The Board of Supervisors today declared April 9 Pay Equity Day in San Francisco, in recognition of the persistent national gap between male and female financial compensation. But with the city locked in a dispute with SEIU Local 1021 over pay cuts to jobs dominated by women and workers of color, the day took on special local significance. Ahead of the declaration, union members, activists, and supervisors rallied in front of City Hall, chanting against San Francisco’s wage inequality and the general climate of fiscal austerity.
Women in San Francisco earn just 84 cents for every dollar paid to their male counterparts. Although this figure is slightly higher than the national average of 77 cents per dollar, the discrepancy represents a yearly wage gap of $9,968 per year, according to the National Partnership for Women and Families. At today’s press conference in front of City Hall, Sup. Malia Cohen called the gap “unconscionable in a country as wealthy as ours.”
Cohen was joined by Sups. David Chiu and David Campos, who both spoke out against gender-based wage gaps. “It is important for men to speak out,” Chui said. “It wasn’t women who made the decision for pay to be unequal.” Campos went a step further, promising to vote against any budget that further entrenches unequal pay. “I will not support any budget that reflect this discrepancy,” he said.
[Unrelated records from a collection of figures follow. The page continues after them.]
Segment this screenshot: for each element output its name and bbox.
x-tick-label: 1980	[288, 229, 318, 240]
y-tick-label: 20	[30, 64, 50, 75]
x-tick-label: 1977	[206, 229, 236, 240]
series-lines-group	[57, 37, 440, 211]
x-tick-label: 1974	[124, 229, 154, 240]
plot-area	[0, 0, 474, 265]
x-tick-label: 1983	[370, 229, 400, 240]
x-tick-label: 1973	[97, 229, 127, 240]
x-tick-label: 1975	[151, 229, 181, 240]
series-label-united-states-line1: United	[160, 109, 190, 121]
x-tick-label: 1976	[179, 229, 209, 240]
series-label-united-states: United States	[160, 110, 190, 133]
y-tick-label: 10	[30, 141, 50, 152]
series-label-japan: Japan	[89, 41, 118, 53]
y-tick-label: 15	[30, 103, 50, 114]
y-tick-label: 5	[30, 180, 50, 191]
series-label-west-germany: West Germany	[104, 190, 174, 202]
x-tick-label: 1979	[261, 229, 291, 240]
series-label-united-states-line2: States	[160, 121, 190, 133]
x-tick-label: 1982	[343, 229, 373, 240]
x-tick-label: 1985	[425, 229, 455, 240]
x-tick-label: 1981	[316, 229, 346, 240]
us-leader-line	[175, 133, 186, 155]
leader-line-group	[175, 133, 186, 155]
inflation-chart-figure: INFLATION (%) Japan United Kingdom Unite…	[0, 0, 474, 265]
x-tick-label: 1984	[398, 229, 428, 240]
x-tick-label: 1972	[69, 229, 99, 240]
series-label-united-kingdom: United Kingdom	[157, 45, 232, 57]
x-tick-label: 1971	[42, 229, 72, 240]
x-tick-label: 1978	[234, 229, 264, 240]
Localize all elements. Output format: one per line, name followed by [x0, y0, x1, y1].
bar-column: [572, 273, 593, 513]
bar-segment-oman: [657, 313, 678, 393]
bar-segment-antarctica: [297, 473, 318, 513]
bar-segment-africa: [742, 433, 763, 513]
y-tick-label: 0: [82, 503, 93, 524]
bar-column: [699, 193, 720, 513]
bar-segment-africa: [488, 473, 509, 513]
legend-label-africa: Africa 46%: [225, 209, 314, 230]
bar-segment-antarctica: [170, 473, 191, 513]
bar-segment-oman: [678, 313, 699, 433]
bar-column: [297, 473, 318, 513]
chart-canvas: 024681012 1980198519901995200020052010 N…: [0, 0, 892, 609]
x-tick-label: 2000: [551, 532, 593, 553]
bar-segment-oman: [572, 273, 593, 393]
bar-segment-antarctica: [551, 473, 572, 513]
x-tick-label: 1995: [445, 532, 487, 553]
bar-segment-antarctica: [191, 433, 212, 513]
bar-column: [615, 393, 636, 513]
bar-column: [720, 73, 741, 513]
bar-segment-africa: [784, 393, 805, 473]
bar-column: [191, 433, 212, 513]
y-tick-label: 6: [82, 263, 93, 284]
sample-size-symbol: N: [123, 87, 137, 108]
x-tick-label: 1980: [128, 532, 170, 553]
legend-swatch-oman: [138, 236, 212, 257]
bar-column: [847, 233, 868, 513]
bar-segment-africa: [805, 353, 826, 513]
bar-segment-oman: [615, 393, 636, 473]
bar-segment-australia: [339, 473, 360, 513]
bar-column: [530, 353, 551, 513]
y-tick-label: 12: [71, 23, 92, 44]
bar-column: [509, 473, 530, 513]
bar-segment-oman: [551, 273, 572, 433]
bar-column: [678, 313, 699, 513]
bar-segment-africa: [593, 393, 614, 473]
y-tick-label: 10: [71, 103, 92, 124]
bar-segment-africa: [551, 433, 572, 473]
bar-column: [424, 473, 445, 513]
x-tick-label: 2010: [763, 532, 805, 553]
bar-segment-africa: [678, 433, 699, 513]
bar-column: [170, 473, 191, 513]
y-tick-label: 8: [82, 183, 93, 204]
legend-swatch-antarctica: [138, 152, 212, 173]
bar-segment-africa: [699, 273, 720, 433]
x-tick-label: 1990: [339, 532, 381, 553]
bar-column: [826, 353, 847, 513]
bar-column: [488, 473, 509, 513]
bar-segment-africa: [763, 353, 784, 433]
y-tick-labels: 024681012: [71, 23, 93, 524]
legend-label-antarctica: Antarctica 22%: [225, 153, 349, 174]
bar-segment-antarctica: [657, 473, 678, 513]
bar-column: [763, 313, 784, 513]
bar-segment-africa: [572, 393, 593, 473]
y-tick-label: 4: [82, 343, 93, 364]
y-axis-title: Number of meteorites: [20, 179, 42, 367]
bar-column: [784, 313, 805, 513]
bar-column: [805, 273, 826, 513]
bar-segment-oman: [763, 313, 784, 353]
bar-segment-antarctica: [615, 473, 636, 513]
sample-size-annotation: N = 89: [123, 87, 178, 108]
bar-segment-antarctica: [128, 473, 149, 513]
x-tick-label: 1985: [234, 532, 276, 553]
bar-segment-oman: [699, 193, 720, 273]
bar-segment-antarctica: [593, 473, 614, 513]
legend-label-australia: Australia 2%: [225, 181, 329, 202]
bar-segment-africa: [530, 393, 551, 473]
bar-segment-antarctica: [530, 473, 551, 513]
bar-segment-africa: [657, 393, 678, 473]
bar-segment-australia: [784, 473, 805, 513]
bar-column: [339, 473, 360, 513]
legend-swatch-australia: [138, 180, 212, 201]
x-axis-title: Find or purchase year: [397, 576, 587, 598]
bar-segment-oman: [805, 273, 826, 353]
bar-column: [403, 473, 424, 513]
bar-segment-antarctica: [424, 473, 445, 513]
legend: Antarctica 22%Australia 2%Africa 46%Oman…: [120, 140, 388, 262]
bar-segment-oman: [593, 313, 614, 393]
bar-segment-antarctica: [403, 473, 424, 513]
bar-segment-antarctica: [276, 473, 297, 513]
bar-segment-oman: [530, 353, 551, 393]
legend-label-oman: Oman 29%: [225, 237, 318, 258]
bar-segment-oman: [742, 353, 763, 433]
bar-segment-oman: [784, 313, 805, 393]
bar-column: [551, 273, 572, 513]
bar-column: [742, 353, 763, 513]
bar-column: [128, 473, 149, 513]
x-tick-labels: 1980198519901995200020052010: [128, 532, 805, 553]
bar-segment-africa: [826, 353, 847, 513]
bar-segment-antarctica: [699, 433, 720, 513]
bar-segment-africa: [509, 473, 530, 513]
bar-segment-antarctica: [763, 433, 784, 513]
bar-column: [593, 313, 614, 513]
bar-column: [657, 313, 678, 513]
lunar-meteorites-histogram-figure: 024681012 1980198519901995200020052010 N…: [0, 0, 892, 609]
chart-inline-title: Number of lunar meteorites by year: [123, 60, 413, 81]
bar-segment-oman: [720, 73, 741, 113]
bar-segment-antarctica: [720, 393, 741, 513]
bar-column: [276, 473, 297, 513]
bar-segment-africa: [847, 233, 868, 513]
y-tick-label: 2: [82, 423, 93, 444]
SEIU Local 1021, which represents over half of city employees, is currently locked in a budget dispute with the city over pay cuts that would adversely affect women and workers of color. The city Department of Human Resources has recommended that the city cut the salaries of 16 categories of city workers, including personnel clerks and nursing technicians, which are disproportionately females and workers of color. The dispute was recently sent to an arbitrator.
At today’s event, local SEIU leaders and the San Francisco Women’s Political Committee (SFWPC) continued to pressure the city to reconsider the salary cuts. SFWPC President Laura Hahn called persistent pay inequality “embarrassing.”
“If we can’t achieve it here in San Francisco where are we going to do it?” she asked.
Former Supervisor Chris Daly, who now works as political director for SEIU 1021, echoed Hahn’s concerns and charged that the proposal to cut pay for female-dominated categories calls into question the city’s long term commitment to pay equity.
“If you ask Mayor Lee if he supports wage equality, of course he will say yes,” Daly told us. “But in reality, his Department of Human Resources is rolling back progress.” Daly’s repeated requests for Mayor Lee to intervene in the wage-cut arbitration have not yet been answered.
But for the DHR, the recommended cuts have more to do with fiscal reality than gender equality. At a March 7th budget hearing, DHR director Micki Callahan said, “It would be improper to base any decision on demographics.”
She voiced concern over the “root causes” of pay discrepancy, but indicated that these issues fall outside the purview of her department. Spokespeople for the the DHR department have repeatedly assured us that the proposed budget cuts have nothing to do with gender, but rather reflect an effort to bring city salaries in line with market forces.